▶ **SOURCE INFORMATION**:
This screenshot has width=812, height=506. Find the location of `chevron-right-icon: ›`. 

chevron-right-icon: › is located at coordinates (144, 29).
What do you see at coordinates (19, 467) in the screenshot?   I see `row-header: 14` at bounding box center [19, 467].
* * *
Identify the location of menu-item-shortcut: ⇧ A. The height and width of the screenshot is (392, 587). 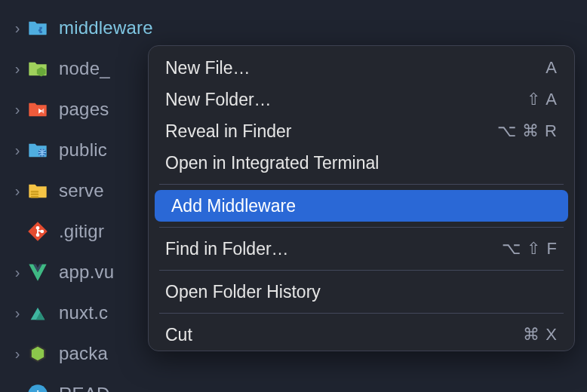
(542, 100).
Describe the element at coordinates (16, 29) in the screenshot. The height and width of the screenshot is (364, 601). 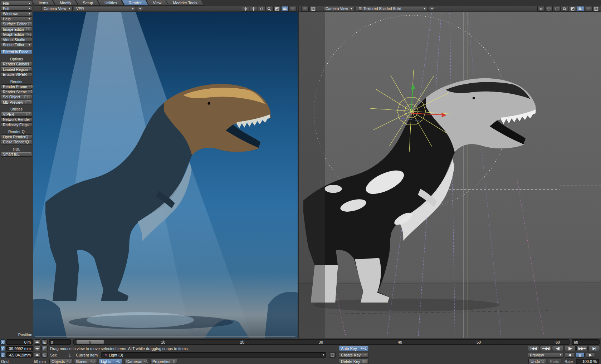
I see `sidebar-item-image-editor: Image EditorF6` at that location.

▶ **DESCRIPTION OF THE TASK**:
Look in the material above for the line with "This screenshot has" and the line with "What do you", and transcribe exactly those lines and all lines between them, nothing more.

▶ **RESPONSE TO THIS TASK**:
This screenshot has width=812, height=506. Find the location of `chevron-right-icon: ›`. 

chevron-right-icon: › is located at coordinates (144, 29).
What do you see at coordinates (19, 467) in the screenshot?   I see `row-header: 14` at bounding box center [19, 467].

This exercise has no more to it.